> [WORK REQUEST]: When you reach the line with "Describe the element" in the data below, begin printing lines exactly, and stop once the line with "What are the" has been printed.

> [SOURCE MATERIAL]:
◇ ◇ ◇ ◇

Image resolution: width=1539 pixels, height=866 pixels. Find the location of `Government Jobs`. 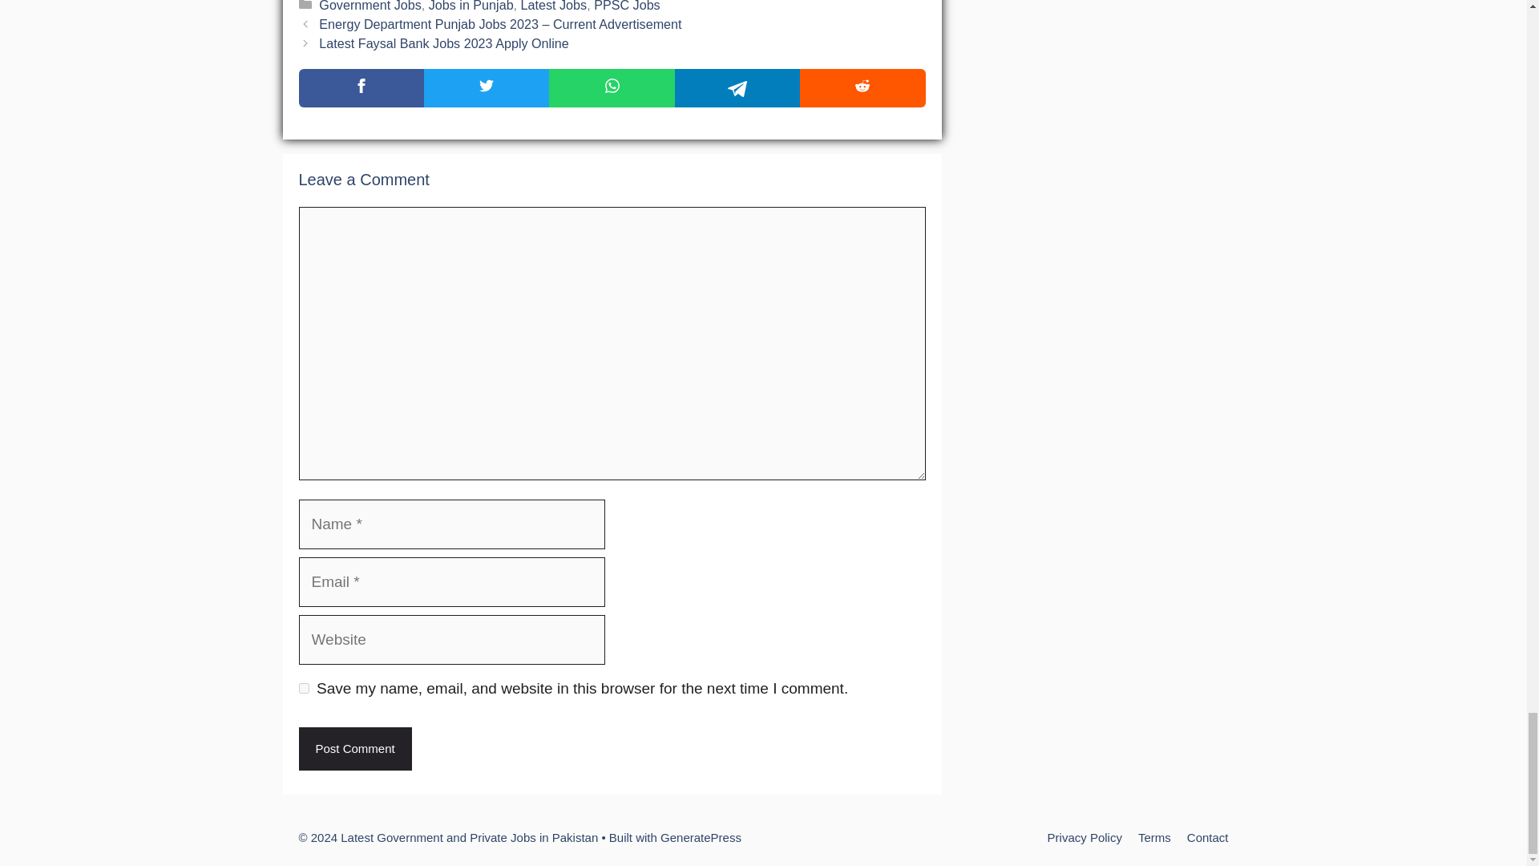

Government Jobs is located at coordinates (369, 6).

◇ ◇ ◇ ◇

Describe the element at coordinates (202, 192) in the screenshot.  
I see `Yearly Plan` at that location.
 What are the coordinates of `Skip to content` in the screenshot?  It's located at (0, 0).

◇ ◇ ◇ ◇

> [OUTPUT FOR THIS EXERCISE]:
Describe the element at coordinates (202, 192) in the screenshot.  
I see `Yearly Plan` at that location.
 What are the coordinates of `Skip to content` in the screenshot?  It's located at (0, 0).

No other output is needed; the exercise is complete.